You in Five Acts

I laughed. “Come on.”


“I was,” you said. “I actually have somewhere to be, though. So if it’s not a good time, I’ll just be on my way.” Your tone was defensive, and I was grateful. All of a sudden I was looking for a fight.

“Why are you here?” I asked. “Did you just want to see me?”

“Maybe I did,” you said, crossing the room and grabbing behind me for your coat. Our bodies actually pressed together for a second, sending a dull ache of longing through my limbs. “Not anymore, though.”

“Why?” I asked. “Because I didn’t text you back within some allotted amount of time?”

“No,” you said, struggling with your zipper. “Because you’re being a jerk for no reason.”

“If you wanted to find out more about Ethan, you could just ask him,” I said, before I could stop myself. “Or better yet, go to his house. You’re his girlfriend, right?”

You glared at me. You weren’t wearing the FUCK OFF necklace, but I got the message loud and clear. “That’s really none of your business.”

“I think it is,” I said. “Because instead of showing up at his house, you’re at mine. And you didn’t come to run lines, right?” You stared at me wide-eyed but said nothing. Neither of us made a move for the door.

“You don’t understand anything,” you finally said. “I can’t just . . .” You shook your head, narrowed your eyes. “It’s complicated.”

“Why, because of his stupid play?” I asked.

“It’s not stupid to me!” you cried. “I need that play. I don’t have an agent or a résumé or a fucking Golden Globe nomination. I’m not some diamond in the rough like Joy, and I can’t write my own ticket like Ethan. I’m an aspiring actress in New York City. I might as well say I’m an ant in an ant farm.”

You are special, I should have said. Instead, I laughed dismissively, like a dick.

“You can’t even see what you have, can you?” you asked. “Everyone at school would kill themselves to be you. And you don’t even care.”

“I didn’t think you cared,” I said. “I thought you were better.”

You nodded slowly, your eyes glistening somewhere between anger and tears. “I thought you were nicer,” you said. I swallowed, hard.

“You should go to Staten Island,” I said. “I’m not his understudy.”

I felt guilty when the door slammed behind you, but not as guilty as I feel now. If I had known what you were going through, and how bad it was getting, I never would have said any of it. I never would have said anything at all. I would have opened that door and held you in my arms and never let you go.





Act Three


   Liv





Chapter Fourteen


    February 25

77 days left


I SHOULDN’T HAVE JUST SHOWN UP at your house, I knew that—don’t you think I knew that? I hadn’t even planned to, but then the train screeched to a stop at 86th and I was already on the platform before I even realized I’d stood up. This time it wasn’t an accident, though—“D, Sun, 2pm.” God, how high had I been when I’d written that down? High enough to forget who the “D” stood for—and as I climbed the stairs up to Broadway, I just kept thinking, maybe. Maybe you’d be home. Maybe you’d let me in. Maybe sitting in your room, listening to you talk while your grandma clinked around in the kitchen would work again, and I could leave feeling happy and hopeful and not like I needed to get back on the train to go meet the other D, the one who gave me that feeling in a bottle for twenty bucks.

But that had been a mistake, clearly, and so I was panicking as I walked as fast as I could to the subway, my boots slip-sliding on the black ice, my skin sweaty under my clothes, my heart racing so fast it was hard to believe I hadn’t already taken something. The night before I’d gotten drunk and stoned, which took the edge off the Ritalin, and drifted off into an easy sleep, but I’d woken up in the morning with a monster headache and I was all out of pills so I knew what I had to do if I wanted to feel normal again.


- **What is being asked**:
Pictures aside, write out every record exactly as it appears.

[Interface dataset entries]
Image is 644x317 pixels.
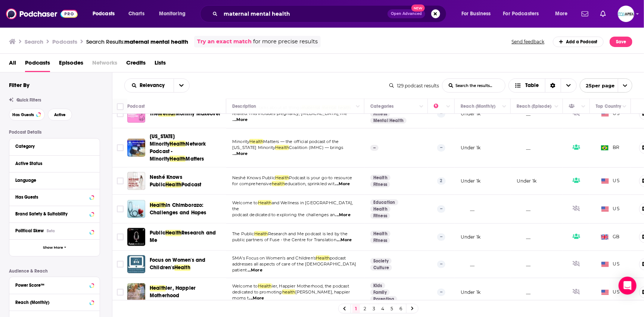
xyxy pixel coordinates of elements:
span: health [272,181,285,187]
span: SMA's Focus on Women's and Children's [233,255,316,261]
span: [US_STATE] Minority [149,134,175,147]
span: Welcome to [233,200,258,206]
span: Matters [186,156,204,162]
div: Open Intercom Messenger [619,277,637,295]
button: Send feedback [510,39,547,45]
span: public partners of Fuse - the Centre for Translation [233,237,336,243]
a: Neshé Knows Public Health Podcast [127,172,145,190]
p: 2 [437,177,446,185]
span: Health [170,141,186,147]
button: Has Guests [9,109,45,121]
a: Healthin Chimborazo: Challenges and Hopes [149,202,224,217]
button: Column Actions [579,102,588,111]
button: open menu [498,8,550,20]
span: Health [258,200,272,206]
button: Save [610,36,632,47]
span: Toggle select row [117,261,124,268]
a: Education [370,199,399,206]
a: Health [370,175,391,181]
div: Reach (Monthly) [15,300,87,305]
span: The [149,111,158,117]
span: Health [170,156,186,162]
div: Power Score™ [15,283,87,288]
a: Focus on Women's and Children's Health [127,255,145,273]
a: Public Health Research and Me [127,228,145,246]
a: Kids [370,283,385,289]
span: for comprehensive [233,181,272,187]
input: Search podcasts, credits, & more... [221,8,388,20]
div: Has Guests [15,195,87,200]
button: Column Actions [417,102,426,111]
span: BR [601,144,620,151]
span: ier, Happier Motherhood, the podcast [272,284,349,289]
button: Brand Safety & Suitability [15,209,93,219]
a: Neshé Knows PublicHealthPodcast [149,174,224,189]
h3: Search [25,38,43,45]
button: open menu [87,8,124,20]
span: Research and Me [149,230,216,244]
span: Welcome to [233,284,258,289]
button: Column Actions [500,102,509,111]
span: Coalition (IMHC) — brings [289,145,343,150]
span: Public [149,230,165,236]
span: ...More [247,268,263,273]
button: Active Status [15,159,93,168]
span: Mommy Makeover [175,111,221,117]
img: Indiana Minority Health Network Podcast - Minority Health Matters [127,139,145,157]
span: Health [149,286,166,292]
span: Health [258,284,272,289]
span: Minority [233,139,249,144]
span: Health [165,230,181,236]
span: Table [526,83,539,88]
p: __ [517,261,531,268]
span: US [602,261,620,268]
span: and Wellness in [GEOGRAPHIC_DATA], the [233,200,353,212]
span: Research and Me podcast is led by the [268,231,348,236]
div: Sort Direction [545,79,561,92]
a: Healthier, Happier Motherhood [127,284,145,302]
h2: Choose List sort [124,78,189,93]
p: Under 1k [461,234,480,240]
p: Under 1k [461,178,480,184]
p: Under 1k [461,145,480,151]
span: Health [165,182,181,188]
span: Political Skew [15,228,44,233]
button: open menu [550,8,577,20]
span: Health [254,231,268,236]
button: Choose View [509,78,577,93]
a: Fitness [370,213,390,219]
button: Column Actions [354,102,362,111]
span: [US_STATE] Minority [233,145,275,150]
a: Try an exact match [197,38,252,46]
a: Search Results:maternal mental health [86,38,188,45]
div: Category [15,144,89,149]
a: Podcasts [25,57,50,72]
span: ...More [335,181,350,187]
div: Podcast [127,102,145,111]
a: 3 [370,305,378,313]
span: ...More [337,237,352,243]
span: related. This includes pregnancy, [MEDICAL_DATA], me [233,111,348,116]
div: Reach (Episode) [517,102,552,111]
span: Toggle select row [117,234,124,241]
button: Language [15,175,93,185]
a: Lists [154,57,166,72]
span: Podcast is your go-to resource [289,175,352,180]
span: Neshé Knows Public [149,174,182,188]
a: Show notifications dropdown [579,7,592,20]
a: Family [370,289,390,295]
span: GB [601,233,620,241]
span: ...More [233,117,248,123]
img: Health in Chimborazo: Challenges and Hopes [127,200,145,218]
span: Relevancy [140,83,168,88]
span: ier, Happier Motherhood [149,286,196,299]
p: __ [517,145,531,151]
span: Health [316,255,330,261]
a: Credits [126,57,146,72]
span: Network Podcast - Minority [149,141,206,162]
a: Health [370,231,391,237]
span: dedicated to promoting [233,289,282,295]
div: Beta [47,228,55,233]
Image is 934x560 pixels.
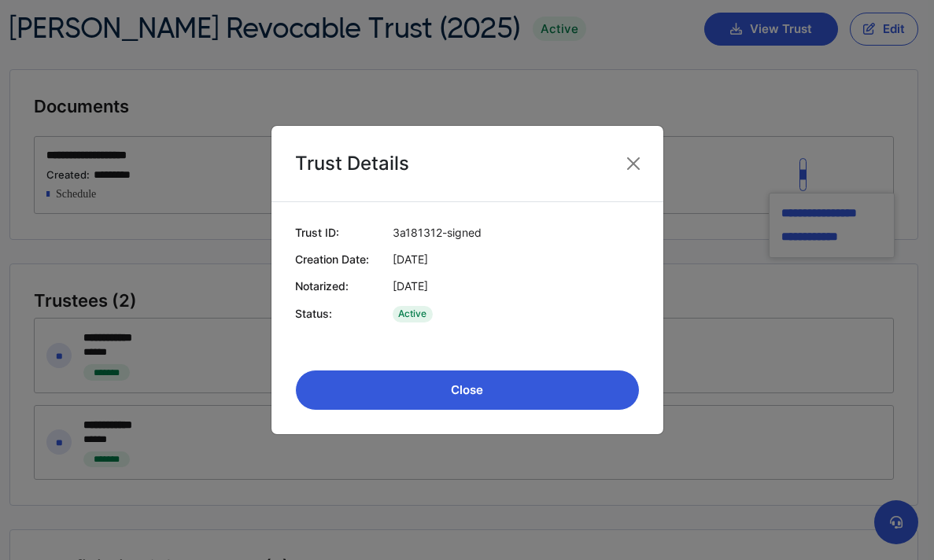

- **The answer**:
Image is 644x317 pixels.
xyxy pixel coordinates of elements:
span: health [272,181,285,187]
span: SMA's Focus on Women's and Children's [233,255,316,261]
span: [US_STATE] Minority [149,134,175,147]
span: Welcome to [233,200,258,206]
span: Matters [186,156,204,162]
div: Open Intercom Messenger [619,277,637,295]
button: Send feedback [510,39,547,45]
span: public partners of Fuse - the Centre for Translation [233,237,336,243]
a: Neshé Knows Public Health Podcast [127,172,145,190]
p: 2 [437,177,446,185]
span: Health [170,141,186,147]
button: Has Guests [9,109,45,121]
a: Healthin Chimborazo: Challenges and Hopes [149,202,224,217]
button: Column Actions [579,102,588,111]
button: open menu [498,8,550,20]
span: Health [258,200,272,206]
button: Save [610,36,632,47]
span: Toggle select row [117,261,124,268]
a: Education [370,199,399,206]
a: Health [370,175,391,181]
div: Reach (Monthly) [15,300,87,305]
span: The [149,111,158,117]
span: Health [170,156,186,162]
div: Power Score™ [15,283,87,288]
a: Focus on Women's and Children's Health [127,255,145,273]
a: Public Health Research and Me [127,228,145,246]
a: Kids [370,283,385,289]
span: for comprehensive [233,181,272,187]
input: Search podcasts, credits, & more... [221,8,388,20]
div: Has Guests [15,195,87,200]
button: Column Actions [417,102,426,111]
span: BR [601,144,620,151]
span: ier, Happier Motherhood, the podcast [272,284,349,289]
button: Brand Safety & Suitability [15,209,93,219]
a: Neshé Knows PublicHealthPodcast [149,174,224,189]
h3: Search [25,38,43,45]
button: open menu [87,8,124,20]
span: Research and Me [149,230,216,244]
span: Welcome to [233,284,258,289]
button: Column Actions [500,102,509,111]
span: Coalition (IMHC) — brings [289,145,343,150]
span: Public [149,230,165,236]
span: ...More [247,268,263,273]
button: Active Status [15,159,93,168]
span: Mommy Makeover [175,111,221,117]
img: Indiana Minority Health Network Podcast - Minority Health Matters [127,139,145,157]
span: Health [149,286,166,292]
span: Health [258,284,272,289]
span: Minority [233,139,249,144]
span: Health [165,230,181,236]
span: Table [526,83,539,88]
p: __ [517,261,531,268]
span: US [602,261,620,268]
span: and Wellness in [GEOGRAPHIC_DATA], the [233,200,353,212]
span: Research and Me podcast is led by the [268,231,348,236]
div: Sort Direction [545,79,561,92]
a: Healthier, Happier Motherhood [127,284,145,302]
h2: Choose List sort [124,78,189,93]
p: Under 1k [461,234,480,240]
p: Under 1k [461,178,480,184]
p: Under 1k [461,145,480,151]
span: Health [165,182,181,188]
span: Political Skew [15,228,44,233]
button: open menu [550,8,577,20]
span: Health [254,231,268,236]
button: Choose View [509,78,577,93]
a: Fitness [370,213,390,219]
button: Column Actions [354,102,362,111]
span: [US_STATE] Minority [233,145,275,150]
a: Try an exact match [197,38,252,46]
a: Search Results:maternal mental health [86,38,188,45]
div: Category [15,144,89,149]
a: Podcasts [25,57,50,72]
span: ...More [335,181,350,187]
div: Podcast [127,102,145,111]
a: 3 [370,305,378,313]
span: ...More [337,237,352,243]
span: related. This includes pregnancy, [MEDICAL_DATA], me [233,111,348,116]
div: Reach (Episode) [517,102,552,111]
span: Toggle select row [117,234,124,241]
button: Language [15,175,93,185]
a: Lists [154,57,166,72]
span: Podcast is your go-to resource [289,175,352,180]
span: Neshé Knows Public [149,174,182,188]
a: Show notifications dropdown [579,7,592,20]
a: Family [370,289,390,295]
span: GB [601,233,620,241]
span: ...More [233,117,248,123]
img: Health in Chimborazo: Challenges and Hopes [127,200,145,218]
span: Relevancy [140,83,168,88]
span: ier, Happier Motherhood [149,286,196,299]
p: __ [517,145,531,151]
span: Health [316,255,330,261]
a: Credits [126,57,146,72]
span: Network Podcast - Minority [149,141,206,162]
a: Health [370,231,391,237]
span: dedicated to promoting [233,289,282,295]
div: Beta [47,228,55,233]
Image is 934x560 pixels.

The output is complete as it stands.